Human Release Gates via State Hydration

A software engineer focuses on reviewing system logs on a multi-monitor workstation.

Release Gate Workflow
Execute
Pause & Snapshot
Review
Rehydrate & Resume
Agent
Plan tool execution
Yield state to SDK
Execute tool
Human
Receive payload
Approve or Deny

Agent runtimes that can persist execution state before a tool call and resume from that checkpoint [S3] change how long-running workflows get designed. Previously, pausing mid-execution risked context loss or timeout failures — so you either let an agent run to completion or restarted from scratch. Neither option worked for operations involving privileged actions.

State hydration removes that constraint. Snapshot agent state at a defined checkpoint, pause execution, and rehydrate after an out-of-band step completes. That step can be a human.

For any agent touching destructive or irreversible tooling, the pattern is: snapshot immediately before a high-privilege tool call; route a payload summary to an engineering lead through your team’s approval channel; rehydrate and execute only after confirmation.

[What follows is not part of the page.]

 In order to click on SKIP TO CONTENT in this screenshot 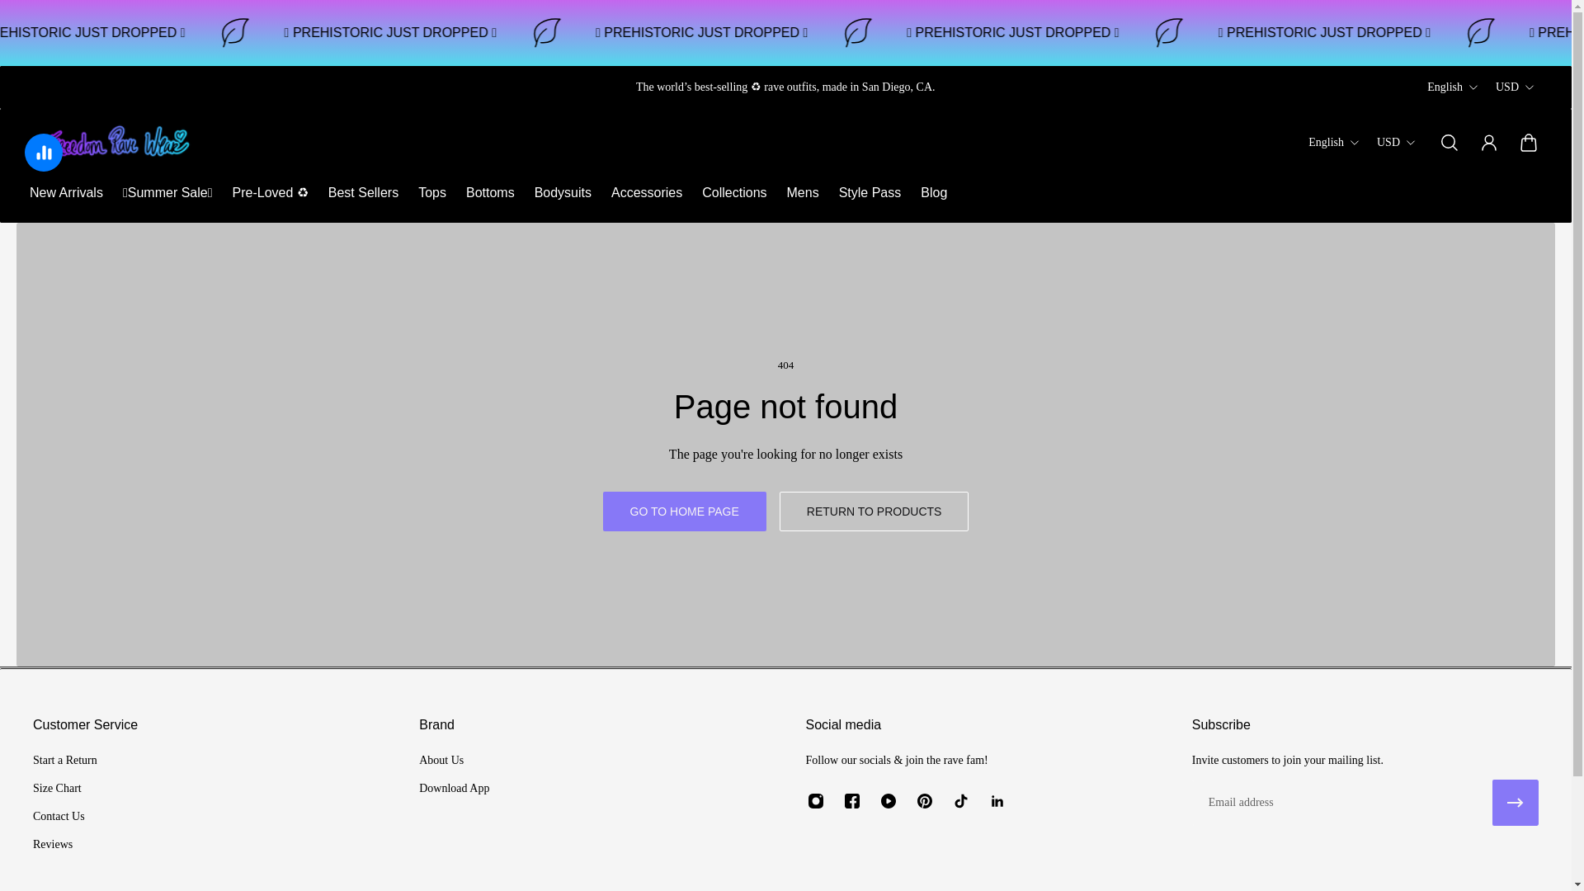, I will do `click(26, 23)`.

The agent doesn’t timeout. Context doesn’t degrade. The human isn’t bypassed because someone decided the model was accurate enough.

This is not theoretical caution. It is the same release gate you apply to infrastructure changes — the same logic that stops a schema migration from shipping without a second pair of eyes.

Architecting for Untrusted Execution

The bottleneck in agentic systems is no longer reasoning capability. It is trust infrastructure. The required stack isn’t complex, but each layer is load-bearing: runtime sandboxes for execution containment, network-off defaults for cost control and exfiltration prevention, hard IAM for tool permissions, human release gates for destructive actions.

Do not wait for models to stop hallucinating. Build infrastructure that expects them to fail securely.